You asked me how to avoid the overhead of Electron and I suggested you try αcτµαlly pδrταblε εxεcµταblε since the distributables are 10,000x smaller. If it's not possible to meet your requirements using a command line c program, or a web application that runs in the browser, then could you help me understand why you need electron?
I'm not advocating for Electron... I think either you're misunderstanding me or we're misunderstanding each other (quite possible as well).
I'm advocating for some small cross-platform cross-language API / runtime / framework (not sure what it looks like, but since most languages are targetting WASM (if this is what's making you think I'm advocating for Electron... then you missed my commentary about people making stand alone WASM runtimes) as opposed to solutions that are platform or language specific, and when I say platform specific lump in web (which means Electron too) in that bucket.

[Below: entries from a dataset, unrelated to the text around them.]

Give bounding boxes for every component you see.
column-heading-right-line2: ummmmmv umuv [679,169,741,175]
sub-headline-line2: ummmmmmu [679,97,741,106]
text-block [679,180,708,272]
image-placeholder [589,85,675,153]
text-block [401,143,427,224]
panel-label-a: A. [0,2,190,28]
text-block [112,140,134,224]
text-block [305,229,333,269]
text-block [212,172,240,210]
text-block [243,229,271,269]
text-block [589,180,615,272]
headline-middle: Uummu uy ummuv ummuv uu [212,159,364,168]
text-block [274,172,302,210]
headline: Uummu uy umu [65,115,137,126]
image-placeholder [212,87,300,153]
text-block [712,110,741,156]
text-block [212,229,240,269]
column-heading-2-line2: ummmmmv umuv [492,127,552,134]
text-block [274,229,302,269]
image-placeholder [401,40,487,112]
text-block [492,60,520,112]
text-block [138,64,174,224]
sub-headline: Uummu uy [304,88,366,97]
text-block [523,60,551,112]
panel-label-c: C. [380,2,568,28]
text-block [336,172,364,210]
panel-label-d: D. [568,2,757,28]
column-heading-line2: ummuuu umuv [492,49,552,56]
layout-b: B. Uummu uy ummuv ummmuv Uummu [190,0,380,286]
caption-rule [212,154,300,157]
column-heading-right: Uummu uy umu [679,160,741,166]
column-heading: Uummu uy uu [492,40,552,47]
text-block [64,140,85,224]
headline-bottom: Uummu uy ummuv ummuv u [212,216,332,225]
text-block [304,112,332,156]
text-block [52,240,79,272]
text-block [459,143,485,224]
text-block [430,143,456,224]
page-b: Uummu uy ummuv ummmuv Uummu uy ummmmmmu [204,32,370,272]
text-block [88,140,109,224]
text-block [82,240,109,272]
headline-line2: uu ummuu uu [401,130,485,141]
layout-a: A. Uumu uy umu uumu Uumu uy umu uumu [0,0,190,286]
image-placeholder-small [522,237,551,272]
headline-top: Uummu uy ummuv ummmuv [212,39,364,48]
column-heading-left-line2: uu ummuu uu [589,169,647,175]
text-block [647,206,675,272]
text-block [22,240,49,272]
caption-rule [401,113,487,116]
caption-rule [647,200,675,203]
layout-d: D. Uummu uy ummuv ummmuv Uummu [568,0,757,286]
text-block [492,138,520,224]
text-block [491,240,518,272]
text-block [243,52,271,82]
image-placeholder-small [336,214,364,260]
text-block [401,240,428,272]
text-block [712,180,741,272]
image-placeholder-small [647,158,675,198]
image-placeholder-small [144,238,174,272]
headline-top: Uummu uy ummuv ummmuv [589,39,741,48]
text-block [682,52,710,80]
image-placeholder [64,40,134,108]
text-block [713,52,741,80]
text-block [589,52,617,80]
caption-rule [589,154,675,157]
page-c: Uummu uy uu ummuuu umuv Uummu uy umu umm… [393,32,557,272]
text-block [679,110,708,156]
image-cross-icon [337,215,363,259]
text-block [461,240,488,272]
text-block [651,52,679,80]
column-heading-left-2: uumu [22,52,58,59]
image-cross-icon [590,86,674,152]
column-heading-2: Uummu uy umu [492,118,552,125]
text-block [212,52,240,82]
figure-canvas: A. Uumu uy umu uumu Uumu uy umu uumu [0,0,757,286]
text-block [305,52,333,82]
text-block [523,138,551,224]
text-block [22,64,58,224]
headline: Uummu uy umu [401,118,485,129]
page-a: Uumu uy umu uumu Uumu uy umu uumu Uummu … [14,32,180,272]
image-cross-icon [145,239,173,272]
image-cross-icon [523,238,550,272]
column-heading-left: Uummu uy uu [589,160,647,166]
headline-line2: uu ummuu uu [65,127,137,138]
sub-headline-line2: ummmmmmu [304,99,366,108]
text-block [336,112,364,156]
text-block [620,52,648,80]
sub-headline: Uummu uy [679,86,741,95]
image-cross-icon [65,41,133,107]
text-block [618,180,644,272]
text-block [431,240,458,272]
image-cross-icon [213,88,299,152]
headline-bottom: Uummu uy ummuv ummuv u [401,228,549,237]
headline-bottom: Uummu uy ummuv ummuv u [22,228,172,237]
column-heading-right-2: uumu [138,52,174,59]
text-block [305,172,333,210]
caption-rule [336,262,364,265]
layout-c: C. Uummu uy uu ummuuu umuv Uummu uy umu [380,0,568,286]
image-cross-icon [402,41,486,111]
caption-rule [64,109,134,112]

What most people want is to be able to use their own preferred language and do a UI without having to import a bunch of C or C++ libraries that will add additional overhead over their language.
Edit: Just saw the post you were referring to, it would of made more sense had you linked to it:
While this answers the 1 binary problem while producing a rather massive executable file larger than Electron in many cases, this still doesn't solve the problem I'm mentioning: We need a cross-platform cross-language UI solution. If you want to do away with things like Electron, you need to consider all platforms and all languages.